Jump straight to the right RFC
When you need the authoritative definition of how the internet works — how HTTP caching behaves, how TLS negotiates, how OAuth issues tokens — the answer is an RFC. But the numbers are hard to remember and many have been superseded. This curated index maps the protocols you actually use to their current RFC numbers, with titles, years, status and a direct link to the canonical document, so you can cite the right one in seconds.
How it works
The index is a hand-picked set of widely-referenced RFCs across the core stack: transport and IP, DNS, email, HTTP, TLS, authentication, JSON and identifiers. Filtering matches your query against the RFC number, the title, and a short summary, so searching cookie, 6265, or http state all find the same entry. Where a newer RFC has replaced an older one, the summary notes the relationship so you cite the current normative document rather than an obsoleted draft.
Tips and notes
Always cite the current RFC: HTTP is now the RFC 9110–9112 series (not 2616 or 7230), and TLS 1.3 is RFC 8446. Numbers are permanent and immutable, so a link to the RFC Editor will always resolve to the exact text you mean. When a spec says a feature is defined “elsewhere”, follow the Updates and Obsoletes headers on the RFC Editor page to trace the full chain. For implementation, prefer Standards Track and BCP documents over Informational ones, which may describe ideas that never became normative.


Instructions to follow: Within the listing below, how many lines hold "waveform"? Reply with that number and no other text.
[Start of Attachment]
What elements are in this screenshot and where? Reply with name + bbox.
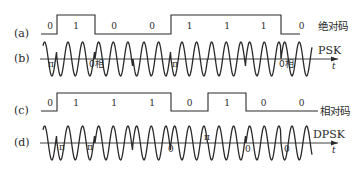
absolute-code-waveform: 01001110绝对码	[41, 15, 348, 34]
phase-label: 0相	[89, 58, 104, 69]
phase-label: 0	[168, 144, 174, 154]
bit-label: 0	[149, 21, 155, 31]
bit-label: 1	[73, 98, 79, 108]
phase-label: π	[172, 59, 178, 69]
bit-label: 1	[224, 98, 230, 108]
psk-dpsk-diagram: (a)(b)(c)(d) 01001110绝对码 π0相π0相PSKt 0111…	[0, 0, 359, 174]
phase-label: π	[87, 142, 93, 152]
row-label-b: (b)	[14, 52, 30, 65]
phase-label: 0	[284, 144, 290, 154]
bit-label: 0	[111, 21, 117, 31]
row-label-c: (c)	[14, 104, 29, 117]
bit-label: 0	[261, 98, 267, 108]
bit-label: 1	[111, 98, 117, 108]
time-axis-label: t	[332, 145, 336, 155]
bit-label: 0	[47, 21, 53, 31]
phase-label: 0相	[279, 58, 294, 69]
bit-label: 0	[187, 98, 193, 108]
bit-label: 0	[299, 98, 305, 108]
row-name-d: DPSK	[313, 128, 346, 141]
phase-label: π	[48, 59, 54, 69]
relative-code-waveform: 01110100相对码	[41, 93, 350, 117]
bit-label: 1	[187, 21, 193, 31]
bit-label: 0	[299, 21, 305, 31]
bit-label: 1	[73, 21, 79, 31]
row-label-a: (a)	[14, 27, 29, 40]
row-label-d: (d)	[14, 136, 30, 149]
bit-label: 1	[224, 21, 230, 31]
row-name-c: 相对码	[320, 105, 350, 117]
bit-label: 1	[261, 21, 267, 31]
time-axis-label: t	[332, 61, 336, 71]
phase-label: 0	[245, 144, 251, 154]
phase-label: π	[204, 132, 210, 142]
bit-label: 1	[149, 98, 155, 108]
psk-waveform: π0相π0相PSKt	[40, 42, 342, 76]
row-name-b: PSK	[318, 44, 342, 57]
row-name-a: 绝对码	[318, 20, 348, 32]
phase-label: π	[59, 142, 65, 152]
bit-label: 0	[47, 98, 53, 108]
dpsk-waveform: ππ0π00DPSKt	[40, 126, 346, 160]
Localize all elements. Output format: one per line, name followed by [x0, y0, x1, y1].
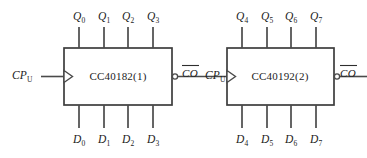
chip1-carry-out-name: CO [182, 67, 198, 79]
chip1-output-q3: Q3 [147, 11, 159, 23]
chip1-output-q1: Q1 [98, 11, 110, 23]
external-clock-label: CPU [12, 70, 32, 82]
chip2-output-q5: Q5 [261, 11, 273, 23]
chip1-input-d3: D3 [147, 134, 159, 146]
chip1-input-d2: D2 [122, 134, 134, 146]
chip2-clock-subscript: U [220, 75, 225, 84]
chip2-input-d5: D5 [261, 134, 273, 146]
chip2-input-d7: D7 [310, 134, 322, 146]
chip2-clock-name: CP [205, 69, 220, 81]
chip1-carry-out-bubble-icon [172, 74, 177, 79]
chip2-input-d6: D6 [285, 134, 297, 146]
chip1-output-q2: Q2 [122, 11, 134, 23]
chip2-output-q4: Q4 [236, 11, 248, 23]
chip2-input-d4: D4 [236, 134, 248, 146]
chip1-label: CC40182(1) [90, 71, 147, 82]
chip1-input-d0: D0 [73, 134, 85, 146]
chip2-output-q7: Q7 [310, 11, 322, 23]
final-carry-out-label: CO [340, 68, 356, 79]
chip2-output-q6: Q6 [285, 11, 297, 23]
external-clock-name: CP [12, 69, 27, 81]
chip1-carry-out-label: CO [182, 68, 198, 79]
external-clock-subscript: U [27, 75, 32, 84]
chip2-carry-out-bubble-icon [334, 74, 339, 79]
final-carry-out-name: CO [340, 67, 356, 79]
chip1-input-d1: D1 [98, 134, 110, 146]
circuit-diagram-canvas: CPU CC40182(1) CO CPU CC40192(2) CO Q0 Q… [0, 0, 367, 158]
chip2-clock-label: CPU [205, 70, 225, 82]
chip2-label: CC40192(2) [252, 71, 309, 82]
chip1-output-q0: Q0 [73, 11, 85, 23]
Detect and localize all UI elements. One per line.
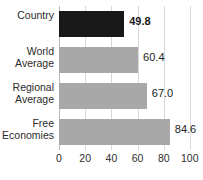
bar-free-economies[interactable] (59, 119, 170, 145)
category-label-world-average: World Average (0, 46, 54, 69)
bar-row-free-economies: Free Economies 84.6 (59, 114, 190, 150)
bar-world-average[interactable] (59, 47, 138, 73)
value-label-regional-average: 67.0 (152, 87, 173, 99)
category-label-country: Country (0, 10, 54, 22)
bar-country[interactable] (59, 11, 124, 37)
x-tick-80: 80 (158, 152, 170, 164)
bar-row-country: Country 49.8 (59, 6, 190, 42)
category-label-free-economies: Free Economies (0, 118, 54, 141)
bar-chart: Country 49.8 World Average 60.4 Regional… (0, 0, 203, 180)
category-label-regional-average: Regional Average (0, 82, 54, 105)
bar-row-regional-average: Regional Average 67.0 (59, 78, 190, 114)
bar-regional-average[interactable] (59, 83, 147, 109)
x-tick-40: 40 (106, 152, 118, 164)
x-tick-100: 100 (181, 152, 199, 164)
x-tick-0: 0 (56, 152, 62, 164)
x-tick-60: 60 (132, 152, 144, 164)
value-label-country: 49.8 (129, 15, 150, 27)
x-axis: 0 20 40 60 80 100 (59, 152, 190, 172)
x-tick-20: 20 (79, 152, 91, 164)
bar-row-world-average: World Average 60.4 (59, 42, 190, 78)
value-label-free-economies: 84.6 (175, 123, 196, 135)
plot-area: Country 49.8 World Average 60.4 Regional… (59, 6, 190, 150)
value-label-world-average: 60.4 (143, 51, 164, 63)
[End of Attachment]
Written solution: 4